By VU TRONG KHANH And PATRICK BARTA
The Wall Street JournalHANOI—Vietnam's state-run oil company said it has signed an oil and natural-gas cooperation agreement with Sudan's national oil producer and plans to do the same with an Angolan oil company later this month as it moves to raise its profile overseas.
The agreement with Sudan's Sudapet Ltd. will enable the two companies to jointly invest in oil and gas projects in Sudan, Vietnam and elsewhere, according to Vietnam Oil and Gas Group, known as PetroVietnam. The Vietnamese company said it will sign a similar agreement with state-owned oil company Sonangol in Angola later this month, with more detailed oil and gas contracts expected to follow early next year.
"The agreements are part of our plan to expand oil and gas exploration and production to Africa," said PetroVietnam Deputy Director Nguyen Van Minh. "We are also focusing on expanding investment in oil and gas projects in other countries, especially in Russia and South America," Mr. Minh said.
It has maintained a relatively low profile in recent years, especially compared with other energy powerhouses in emerging Asia, such as China National Petroleum Corp., China's Cnooc Ltd. and Malaysia's Petroliam Nasional Bhd., which have invested huge sums to land major assets in Kazakhstan and elsewhere.
PetroVietnam, by contrast, has focused mainly on developing domestic fields in conjunction with foreign investors such as ConocoPhillips.
One reason is that Vietnam remains a net exporter of crude oil, meaning it hasn't faced the same urgency to locate more oil elsewhere. It currently produces about 330,000 barrels of oil a day and consumes 320,000, according to FACTS Global Energy, a consulting firm.
But Vietnam's domestic production is expected to taper off by the middle of the next decade, and its economy continues to grow rapidly, boosting incomes and demand for energy. It also will need more supply to feed its 130,000-barrel-a-day Dung Quat oil refinery, Vietnam's first oil-processing plant, which became operational earlier this year.
"Certainly the leadership in Vietnam seems to be more outward-looking than it was in the past, and since these are state companies, that may correspond with some move overseas" in oil production as well, says Jeff Brown, a Singapore-based analyst at FACTS.
PetroVietnam said it has so far joined more than 20 oil and gas exploration and production projects abroad, including in Algeria, Iraq, Peru, Iran, Myanmar and Venezuela. Many were signed during the past 12 months.
Last month, PetroVietnam Exploration Production Corp., a production unit of PetroVietnam, signed an agreement with the Cambodian National Petroleum Authority for oil exploration and production at Cambodia's Tonle Sap Lake.
Another PetroVietnam official said crude-oil output from the company's overseas operations is expected to be about one million metric tons this year, with total expected crude-oil output of some 16 million tons.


## What you need to do
With the pictures left out, every record must be reproduced exactly.

## Exercise input
● ● ● ● ● ● ●
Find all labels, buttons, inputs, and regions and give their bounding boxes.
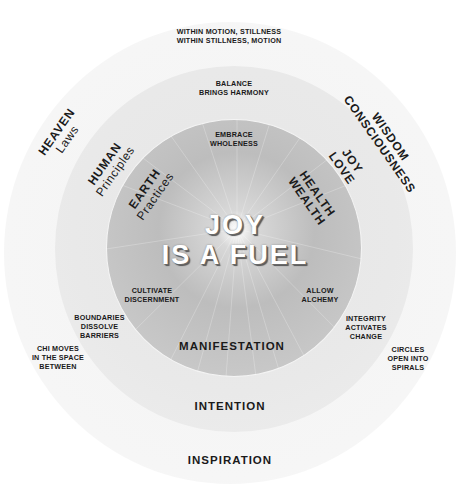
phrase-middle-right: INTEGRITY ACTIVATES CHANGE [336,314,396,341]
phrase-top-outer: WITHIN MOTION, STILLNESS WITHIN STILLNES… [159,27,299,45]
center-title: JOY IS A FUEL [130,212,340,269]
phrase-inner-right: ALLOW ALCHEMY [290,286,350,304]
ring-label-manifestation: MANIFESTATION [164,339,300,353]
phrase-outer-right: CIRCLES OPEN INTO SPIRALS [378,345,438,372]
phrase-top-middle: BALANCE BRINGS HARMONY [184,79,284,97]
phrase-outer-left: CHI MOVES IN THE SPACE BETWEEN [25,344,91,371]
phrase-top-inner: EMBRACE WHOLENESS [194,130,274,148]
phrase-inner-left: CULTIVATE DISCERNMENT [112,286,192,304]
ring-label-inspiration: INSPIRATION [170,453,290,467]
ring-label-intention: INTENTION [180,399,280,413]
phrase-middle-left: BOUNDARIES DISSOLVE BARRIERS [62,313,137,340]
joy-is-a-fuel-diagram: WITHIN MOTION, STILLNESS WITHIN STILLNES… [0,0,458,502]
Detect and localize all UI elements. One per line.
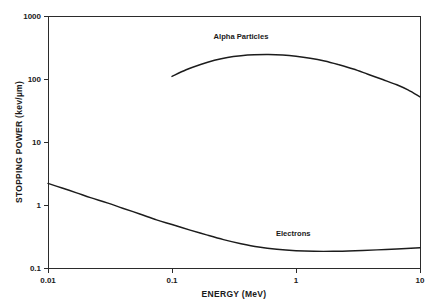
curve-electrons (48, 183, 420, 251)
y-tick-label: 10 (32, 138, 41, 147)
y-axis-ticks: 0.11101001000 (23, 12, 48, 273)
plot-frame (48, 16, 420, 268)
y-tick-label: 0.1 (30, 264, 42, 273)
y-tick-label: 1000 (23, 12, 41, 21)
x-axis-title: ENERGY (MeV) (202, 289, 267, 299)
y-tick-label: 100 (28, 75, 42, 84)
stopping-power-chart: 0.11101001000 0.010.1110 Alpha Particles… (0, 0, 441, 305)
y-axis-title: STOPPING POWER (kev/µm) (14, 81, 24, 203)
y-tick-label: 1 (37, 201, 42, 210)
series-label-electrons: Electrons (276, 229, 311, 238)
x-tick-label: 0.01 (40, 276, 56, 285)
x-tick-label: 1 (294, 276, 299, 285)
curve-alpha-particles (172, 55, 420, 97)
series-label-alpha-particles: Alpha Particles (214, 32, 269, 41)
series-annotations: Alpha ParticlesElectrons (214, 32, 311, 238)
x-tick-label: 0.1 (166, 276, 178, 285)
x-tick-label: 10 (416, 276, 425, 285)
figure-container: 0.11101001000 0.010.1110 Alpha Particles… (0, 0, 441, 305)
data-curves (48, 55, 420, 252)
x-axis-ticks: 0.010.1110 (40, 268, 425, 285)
● ● ● ● ● ● ●
## Problem solution
Find all labels, buttons, inputs, and regions and give their bounding boxes.
phrase-middle-right: INTEGRITY ACTIVATES CHANGE [336,314,396,341]
phrase-top-outer: WITHIN MOTION, STILLNESS WITHIN STILLNES… [159,27,299,45]
center-title: JOY IS A FUEL [130,212,340,269]
phrase-inner-right: ALLOW ALCHEMY [290,286,350,304]
ring-label-manifestation: MANIFESTATION [164,339,300,353]
phrase-outer-right: CIRCLES OPEN INTO SPIRALS [378,345,438,372]
phrase-top-middle: BALANCE BRINGS HARMONY [184,79,284,97]
phrase-outer-left: CHI MOVES IN THE SPACE BETWEEN [25,344,91,371]
phrase-top-inner: EMBRACE WHOLENESS [194,130,274,148]
phrase-inner-left: CULTIVATE DISCERNMENT [112,286,192,304]
ring-label-inspiration: INSPIRATION [170,453,290,467]
ring-label-intention: INTENTION [180,399,280,413]
phrase-middle-left: BOUNDARIES DISSOLVE BARRIERS [62,313,137,340]
joy-is-a-fuel-diagram: WITHIN MOTION, STILLNESS WITHIN STILLNES… [0,0,458,502]
Detect and localize all UI elements. One per line.
curve-electrons (48, 183, 420, 251)
y-tick-label: 10 (32, 138, 41, 147)
y-axis-ticks: 0.11101001000 (23, 12, 48, 273)
plot-frame (48, 16, 420, 268)
y-tick-label: 0.1 (30, 264, 42, 273)
y-tick-label: 1000 (23, 12, 41, 21)
x-axis-title: ENERGY (MeV) (202, 289, 267, 299)
y-tick-label: 100 (28, 75, 42, 84)
stopping-power-chart: 0.11101001000 0.010.1110 Alpha Particles… (0, 0, 441, 305)
y-axis-title: STOPPING POWER (kev/µm) (14, 81, 24, 203)
y-tick-label: 1 (37, 201, 42, 210)
series-label-electrons: Electrons (276, 229, 311, 238)
x-tick-label: 0.01 (40, 276, 56, 285)
x-tick-label: 1 (294, 276, 299, 285)
curve-alpha-particles (172, 55, 420, 97)
series-label-alpha-particles: Alpha Particles (214, 32, 269, 41)
series-annotations: Alpha ParticlesElectrons (214, 32, 311, 238)
x-tick-label: 0.1 (166, 276, 178, 285)
x-tick-label: 10 (416, 276, 425, 285)
figure-container: 0.11101001000 0.010.1110 Alpha Particles… (0, 0, 441, 305)
data-curves (48, 55, 420, 252)
x-axis-ticks: 0.010.1110 (40, 268, 425, 285)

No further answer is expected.